Tianqi, which owns around a quarter of Chilean lithium producer SQM, processes spodumene, a mineral mined for its lithium content, into chemicals such as lithium carbonate and lithium hydroxide that are used in electric vehicle batteries.

Lithium carbonate prices in China, as assessed by Asian Metal, have fallen around 28% year-to-date to 49,500 yuan a tonne amid oversupply. Prices were around 150 000 yuan a tonne in early 2018.

Chengdu-based Tianqi reported a net loss of 53.9-million yuan for July-September 2019, versus net profit of 379.7-million yuan a year earlier and 82.1-million yuan in the second quarter.

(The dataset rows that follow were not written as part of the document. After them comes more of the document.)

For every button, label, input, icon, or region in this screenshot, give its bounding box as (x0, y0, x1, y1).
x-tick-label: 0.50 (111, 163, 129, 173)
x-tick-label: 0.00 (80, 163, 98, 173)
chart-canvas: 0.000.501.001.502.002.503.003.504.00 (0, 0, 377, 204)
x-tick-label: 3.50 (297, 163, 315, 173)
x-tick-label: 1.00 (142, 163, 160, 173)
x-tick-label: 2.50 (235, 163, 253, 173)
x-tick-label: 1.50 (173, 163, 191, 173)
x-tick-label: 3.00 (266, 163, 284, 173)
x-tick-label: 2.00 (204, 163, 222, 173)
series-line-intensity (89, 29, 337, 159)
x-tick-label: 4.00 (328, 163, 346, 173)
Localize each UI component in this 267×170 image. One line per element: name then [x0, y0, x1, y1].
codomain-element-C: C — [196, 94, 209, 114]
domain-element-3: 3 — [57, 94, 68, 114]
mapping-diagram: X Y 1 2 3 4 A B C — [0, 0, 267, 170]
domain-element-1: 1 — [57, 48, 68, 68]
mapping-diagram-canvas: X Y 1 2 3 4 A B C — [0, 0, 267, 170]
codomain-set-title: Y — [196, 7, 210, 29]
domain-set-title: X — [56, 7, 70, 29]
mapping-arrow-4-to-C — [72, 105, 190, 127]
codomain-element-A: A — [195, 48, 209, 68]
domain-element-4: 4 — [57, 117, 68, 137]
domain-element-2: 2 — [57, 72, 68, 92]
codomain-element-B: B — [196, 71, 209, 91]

The result, published in a filing to the Shenzhen stock exchange on Tuesday, is Tianqi's first quarterly loss since the first quarter of 2014, according to Refinitiv Eikon data. In the first nine months of 2019, net profits were down 91.7% year-on-year at 139.5-million yuan.

Third-quarter revenues were down 17.8% year-on-year at 1.21-billion yuan.

The company had earlier this month flagged an expected slump in nine-month profits of more than 90%.

It apologised to investors for the performance, which it blamed on a foreign exchange loss and lower than expected ore supply from its Greenbushes mine in Australia.

Tianqi's financial expenses – including those related to loans taken out to acquire the SQM stake for around $4.1-billion in 2018 – rose more than 500% year-on-year in the third quarter,

The company also said on Tuesday it had a relatively large amount of liabilities in foreign currencies. The yuan weakened by about 4% against the US dollar the third quarter.

The company now expects its full-year net profit to come in at 80-120 million yuan, implying an estimated net loss of at least 19.5 million yuan in the final quarter.